The Clock-makers' Company is still in existence; although now, of course, it has developed into a society like the ordinary modern association of manufacturers. Under pressure of change and competition, English manufacturers were compelled unwillingly to change their system of production, but the character of the watches they would not change. The same country which had made so many of the mechanical inventions finally settled down into satisfaction with its models at a time when other nations were continuing to make improvements, as, for example, when they clung to the fusee after watchmakers abroad had found a better substitute.

The English watch has remained heavy, substantial, and reliable; it is an excellent mechanism produced regardless of expense. Such a watch cannot be made cheaply, least of all by British methods. There has been something obstinate in the maker's attitude; if the law of supply and demand called for something different, so much the worse for the law. The English have been slow to see the possibilities in the cheap watch. They have not realized that a watch need not be expensive in order to keep good time. They started to put the watch into universal use, but left to other nations the completion of the process.


CHAPTER ELEVEN
What Happened in France and Switzerland

Across the English Channel lives a race of a very different character. The French are people of highly adaptable minds; often they see possibilities in the inventions of other nations which those other nations have failed themselves to see. The automobile was first made in the United States, but the French soon developed it into something that was better than our early clumsy cars, and we were years in overtaking them. The Wright Brothers first learned the secret of aerial flight, and then Wilbur Wright sailed for France, where the people went wild with enthusiasm over the idea of flying; it was in France that aviation really became what it is to-day.

The French have always been fine mechanics and finished workmen. It was to be expected that they would do something artistic and interesting with the manufacture of timepieces. They could not make a better watch than the British were turning out toward the end of the eighteenth century. Nobody could—but they could make it more beautiful. In Shakespeare's time and afterward, while watches were still more valuable as works of art than they could be as timepieces, the richest work of this nature was done in France. There watches were made in the form of mandolins and other musical instruments, in the form of flowers, in the form of jeweled butterflies, and in wonderful cases, painted and enameled and engraved. In the J. Pierpont Morgan collection in the Metropolitan Museum of Art, New York, there is a watch which, in 1800, on the fete-day after the battle of Marengo, Napoleon Bonaparte gave to Murat, who was his brother-in-law and one of his generals. On the back cover of this watch appears a miniature portrait of Napoleon himself. And since he himself was the author of the gift, one may assume that it represented the Great Emperor's own conception of himself.

The wrist-watch, to-day a military necessity, was at first a French idea. It is interesting to learn that the merchants and makers of this kind of work were in their own time called neither watchmakers nor horologists, but toymen. There again is shown the old idea about watches; they were not timepieces but toys.

Later on, toward the end of the period of invention, when first, the clock, and soon afterward, the watch, had become fairly accurate timekeepers, the French makers again took the lead in the same way; once more they beautified what they could not practically improve. The French clocks of the period of Louis XIV and his successors are celebrated for their design. One might easily suppose, from an examination of the great modern collections of rare and precious watches in our museums that the French had been the leading watchmakers of the world, for the specimens there found being selected chiefly for beauty or value from the collector's point of view, are oftener of French than of any other make. Yet it must not be supposed that the French made no inventions. The credit for some of the important improvements is disputed between the English, French and Swiss, and it is not always easy to decide which nation has the better claim. Furthermore, certain of the French watchmakers came from Switzerland while at various times, some of those in France moved to England, especially during the reign of Terror. The distinctions are somewhat confused and we can only speak in a general way.

However, while the watchmaking industry was developing in France, it gave forth a seed which took root in new soil. In the hill country of eastern France, in the town of Autun, there lived a watchmaker named Charles Cusin. One day, in 1574, for reasons that we do not know, he moved a few miles eastward across the border into Switzerland and there settled in the beautiful lake city of Geneva. He probably had no thought that this personal act of a private citizen would have an effect upon history, but an industry employing thousands of people and making millions of dollars worth of goods can be traced back to the time when he crossed the border.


• _Problem_
Filter by the string "Sutures": return the lines of the material that contain it.

• _Provided data_
++++++++

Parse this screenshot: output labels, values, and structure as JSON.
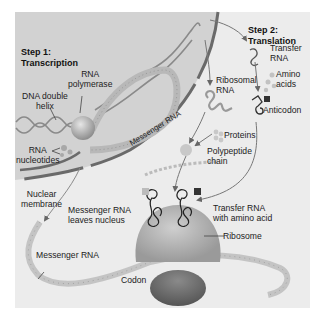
{
  "diagram": {
    "step1": {
      "line1": "Step 1:",
      "line2": "Transcription"
    },
    "step2": {
      "line1": "Step 2:",
      "line2": "Translation"
    },
    "labels": {
      "rna_polymerase_1": "RNA",
      "rna_polymerase_2": "polymerase",
      "dna_helix_1": "DNA double",
      "dna_helix_2": "helix",
      "rna_nucleotides_1": "RNA",
      "rna_nucleotides_2": "nucleotides",
      "messenger_rna_nucleus": "Messenger RNA",
      "nuclear_membrane_1": "Nuclear",
      "nuclear_membrane_2": "membrane",
      "mrna_leaves_1": "Messenger RNA",
      "mrna_leaves_2": "leaves nucleus",
      "messenger_rna": "Messenger RNA",
      "ribosomal_rna_1": "Ribosomal",
      "ribosomal_rna_2": "RNA",
      "transfer_rna_1": "Transfer",
      "transfer_rna_2": "RNA",
      "amino_acids_1": "Amino",
      "amino_acids_2": "acids",
      "anticodon": "Anticodon",
      "proteins": "Proteins",
      "polypeptide_1": "Polypeptide",
      "polypeptide_2": "chain",
      "trna_amino_1": "Transfer RNA",
      "trna_amino_2": "with amino acid",
      "ribosome": "Ribosome",
      "codon": "Codon"
    },
    "colors": {
      "panel": "#ececec",
      "nucleus": "#cfcfcf",
      "membrane": "#6a6a6a",
      "ribosome_top": "#b5b5b5",
      "ribosome_bottom": "#6e6e6e",
      "mrna": "#c4c4c4"
    }
  }
}
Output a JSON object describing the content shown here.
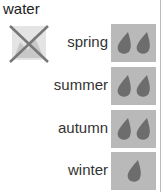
{
  "title": "water",
  "not_allowed_icon": "crossed-out-image-icon",
  "colors": {
    "box": "#b9b9b9",
    "drop": "#6d6d6d",
    "cross": "#777777"
  },
  "seasons": [
    {
      "label": "spring",
      "drops": 2
    },
    {
      "label": "summer",
      "drops": 2
    },
    {
      "label": "autumn",
      "drops": 2
    },
    {
      "label": "winter",
      "drops": 1
    }
  ]
}
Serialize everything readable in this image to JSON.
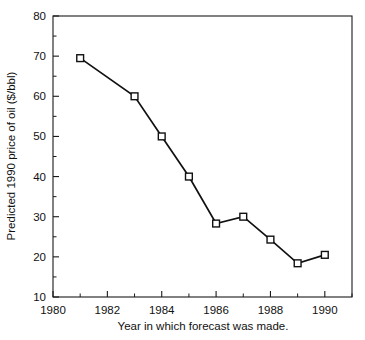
{
  "chart_data": {
    "type": "line",
    "title": "",
    "xlabel": "Year in which forecast was made.",
    "ylabel": "Predicted 1990 price of oil ($/bbl)",
    "xlim": [
      1980,
      1991
    ],
    "ylim": [
      10,
      80
    ],
    "grid": false,
    "legend": null,
    "marker": "open-square",
    "x_ticks_major": [
      1980,
      1982,
      1984,
      1986,
      1988,
      1990
    ],
    "x_tick_labels": [
      "1980",
      "1982",
      "1984",
      "1986",
      "1988",
      "1990"
    ],
    "x_ticks_minor": [
      1981,
      1983,
      1985,
      1987,
      1989,
      1991
    ],
    "y_ticks_major": [
      10,
      20,
      30,
      40,
      50,
      60,
      70,
      80
    ],
    "y_tick_labels": [
      "10",
      "20",
      "30",
      "40",
      "50",
      "60",
      "70",
      "80"
    ],
    "y_ticks_minor": [
      15,
      25,
      35,
      45,
      55,
      65,
      75
    ],
    "x": [
      1981,
      1983,
      1984,
      1985,
      1986,
      1987,
      1988,
      1989,
      1990
    ],
    "values": [
      69.5,
      60.0,
      50.0,
      40.0,
      28.3,
      30.0,
      24.3,
      18.4,
      20.5
    ],
    "series": [
      {
        "name": "Predicted 1990 price of oil",
        "x": [
          1981,
          1983,
          1984,
          1985,
          1986,
          1987,
          1988,
          1989,
          1990
        ],
        "values": [
          69.5,
          60.0,
          50.0,
          40.0,
          28.3,
          30.0,
          24.3,
          18.4,
          20.5
        ]
      }
    ],
    "colors": {
      "line": "#111111",
      "marker_fill": "#ffffff",
      "marker_stroke": "#111111",
      "axis": "#1a1a1a",
      "background": "#ffffff"
    }
  }
}
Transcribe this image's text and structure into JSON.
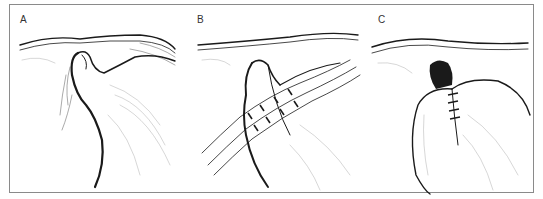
{
  "figure": {
    "panels": [
      {
        "id": "A",
        "label": "A",
        "description": "Tissue fold invaginating beneath membrane"
      },
      {
        "id": "B",
        "label": "B",
        "description": "Sutures placed through tissue fold"
      },
      {
        "id": "C",
        "label": "C",
        "description": "Sutures tied, fold closed"
      }
    ],
    "colors": {
      "ink": "#1a1a1a",
      "frame": "#8a8a8a",
      "background": "#ffffff"
    }
  }
}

++++++++

• _Expected answer_
        "description": "Sutures placed through tissue fold"
        "description": "Sutures tied, fold closed"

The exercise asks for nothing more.